I don't know who the Republicans are going to nominate for president in 2012. I do, however, want to take another shot at knocking down one piece of conventional wisdom as it applies to the 2012 contest: that Republicans habitually nominate whoever is next in line, which would presumably mean that either Mitt Romney or Sarah Palin will be nominated. It just isn't true, or at least it isn't true in any sense that helps us understand this election cycle.
Let's go to the history.
First of all, there's a clear dividing line when it comes to the nomination process; the McGovern-Fraser reforms (which took place on the Democratic side, but affected Republicans as well, as did campaign finance rules changes around the same time) are a clean break; we're only interested in the modern era, which began in 1972.
Second, we can ignore all those cases in which a sitting president was renominated. For the GOP, that eliminates 1972, 1976, 1984, 1992. and 2004. I'd recommend also eliminating those cases in which a sitting VP was nominated to succeed a retiring president, further knocking out 1988. It's true that the latter case(s) could be competitive, and the former have been on occasion, but I think it's fair to say they don't really tell us much about 2012.
So, for the Republicans, what does that leave? 1980, 1996, 2000, and 2008. That's it.
In 1980, the Republicans nominated a third-time candidate who had nearly defeated a sitting president four years back, and who had been the clear leader of the dominant conservative wing of the party for about fifteen years (oh, and he was also a two-term governor of the nation's largest state). In 1996, the Republicans nominated a third-time candidate who had been the clear runner-up to a sitting VP in 1988, on the national ballot as the VP nominee in 1976, and, by the way, was also GOP leader in the Senate.
So it's no surprise that Republicans nominated Ronald Reagan in 1980 and Bob Dole in 1996, and it tells us virtually nothing about the 2012 field, because there really is no living Republican who can come close to the resume that Reagan, or even Dole, brought to the show.
The problem is that this leaves only two cycles in which Republicans had no obvious nominee. In 2008, after quite a bit of uncertainty, they eventually nominated a previous candidate, the runner-up from 2000 who had no other obvious objective credentials. In 2000, they had a lot less trouble settling on a first-time candidate who was governor of a big state and the son of a GOP president.
At best, then, Republicans are one for two in nominating the "next in line" when the next in line isn't obvious. In 2000, those with a claim at being next in line were former VP Dan Quayle, former VP nominee Jack Kemp, and 1996 candidates Steve Forbes, Lamar Alexander, and Pat Buchanan. First-timer George W. Bush clobbered those from that group that tried. In 2008, the same group, essentially, was still available, along with Dick Cheney. None of them, for various reasons, wound up making the race, leaving it wide open, and there it remained until it was finally settled well into the primary season.
So the 2012 cycle will be only the third truly open nomination without a serious heavyweight in modern GOP history. Now, it may well be that Republicans are simply inclined to follow hierarchies (although don't ask Lisa Murkowski about that!), and that they saw Bush in 2000 and McCain in 2008 as more "next in line" than the others. But that doesn't really tell us that Romney or Palin will (necessarily) be helped by that tendency; it implies only that whoever does benefit will seem, after the fact, to have been the logical next in line.
For more, see some good posts from last year by Ed Kilgore and Josh Putnam. Kilgore's post overlaps with what I said above, although my accounting is a bit different; Putnam critiques Kilgore, and says it's frontrunners who win. Both are correct! What I'd say is that sometimes it's fairly obvious who the frontrunner is (or will be), and sometimes it isn't; when it isn't, it seems to me that the way to find the frontrunner is to look at objective factors such as endorsements, money raised, and polling, rather than trying to puzzle out who is supposedly entitled to it. But not just polling, especially not this early; as I said the other day, if Republican leaders rally around a candidate, name recognition and thus good polling numbers will rapidly follow.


Aim of the task = Collect each line of the records containing the string "group".

Data provided =
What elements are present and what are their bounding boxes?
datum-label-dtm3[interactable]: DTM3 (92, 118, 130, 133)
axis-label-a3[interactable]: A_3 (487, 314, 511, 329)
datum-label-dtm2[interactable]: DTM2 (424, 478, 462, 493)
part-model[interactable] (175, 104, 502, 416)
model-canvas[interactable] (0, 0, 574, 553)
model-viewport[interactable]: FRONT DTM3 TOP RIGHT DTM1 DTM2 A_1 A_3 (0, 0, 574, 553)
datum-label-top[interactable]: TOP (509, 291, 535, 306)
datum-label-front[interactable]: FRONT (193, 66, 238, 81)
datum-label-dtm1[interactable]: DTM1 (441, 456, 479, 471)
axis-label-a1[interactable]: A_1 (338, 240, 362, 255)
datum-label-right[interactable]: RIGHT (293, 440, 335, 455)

--

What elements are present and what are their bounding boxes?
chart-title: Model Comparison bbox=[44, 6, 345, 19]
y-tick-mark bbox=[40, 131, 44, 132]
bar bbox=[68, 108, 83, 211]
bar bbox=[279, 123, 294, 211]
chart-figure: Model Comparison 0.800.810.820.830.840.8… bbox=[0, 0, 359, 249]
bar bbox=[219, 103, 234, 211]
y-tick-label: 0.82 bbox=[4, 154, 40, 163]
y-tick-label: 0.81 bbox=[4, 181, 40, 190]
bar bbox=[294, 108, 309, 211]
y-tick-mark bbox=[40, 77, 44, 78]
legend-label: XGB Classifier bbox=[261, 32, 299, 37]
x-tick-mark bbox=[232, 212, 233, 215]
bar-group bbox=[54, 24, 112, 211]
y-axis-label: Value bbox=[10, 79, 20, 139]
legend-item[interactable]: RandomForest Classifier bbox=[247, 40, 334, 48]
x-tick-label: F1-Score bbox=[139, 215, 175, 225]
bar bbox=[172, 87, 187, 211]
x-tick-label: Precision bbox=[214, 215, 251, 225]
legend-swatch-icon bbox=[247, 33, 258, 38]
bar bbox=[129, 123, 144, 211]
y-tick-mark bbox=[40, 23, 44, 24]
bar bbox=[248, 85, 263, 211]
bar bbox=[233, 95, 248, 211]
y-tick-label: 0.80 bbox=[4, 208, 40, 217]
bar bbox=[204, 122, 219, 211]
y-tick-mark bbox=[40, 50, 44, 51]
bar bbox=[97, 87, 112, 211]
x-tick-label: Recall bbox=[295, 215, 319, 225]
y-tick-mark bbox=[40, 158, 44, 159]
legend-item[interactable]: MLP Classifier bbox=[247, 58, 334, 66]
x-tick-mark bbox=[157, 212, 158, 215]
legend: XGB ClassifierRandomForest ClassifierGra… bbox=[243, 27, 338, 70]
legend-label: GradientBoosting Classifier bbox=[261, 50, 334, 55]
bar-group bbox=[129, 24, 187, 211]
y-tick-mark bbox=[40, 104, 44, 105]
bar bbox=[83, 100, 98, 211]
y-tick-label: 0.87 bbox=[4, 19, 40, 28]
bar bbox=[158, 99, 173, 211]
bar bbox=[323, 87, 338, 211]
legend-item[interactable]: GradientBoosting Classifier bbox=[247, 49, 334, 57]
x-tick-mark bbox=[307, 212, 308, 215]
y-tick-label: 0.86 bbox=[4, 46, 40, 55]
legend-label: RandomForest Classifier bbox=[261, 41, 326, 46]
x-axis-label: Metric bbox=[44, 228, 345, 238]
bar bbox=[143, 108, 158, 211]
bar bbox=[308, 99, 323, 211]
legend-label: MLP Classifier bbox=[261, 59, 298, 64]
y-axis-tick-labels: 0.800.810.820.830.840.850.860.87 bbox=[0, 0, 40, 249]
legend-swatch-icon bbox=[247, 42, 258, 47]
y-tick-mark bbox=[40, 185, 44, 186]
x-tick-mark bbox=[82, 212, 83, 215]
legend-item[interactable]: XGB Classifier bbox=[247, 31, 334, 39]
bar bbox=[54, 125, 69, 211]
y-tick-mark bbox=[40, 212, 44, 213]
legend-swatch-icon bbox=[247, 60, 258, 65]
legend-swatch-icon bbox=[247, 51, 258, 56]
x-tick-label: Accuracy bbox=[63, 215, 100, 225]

Solution =
bar-group bbox=[54, 24, 112, 211]
bar-group bbox=[129, 24, 187, 211]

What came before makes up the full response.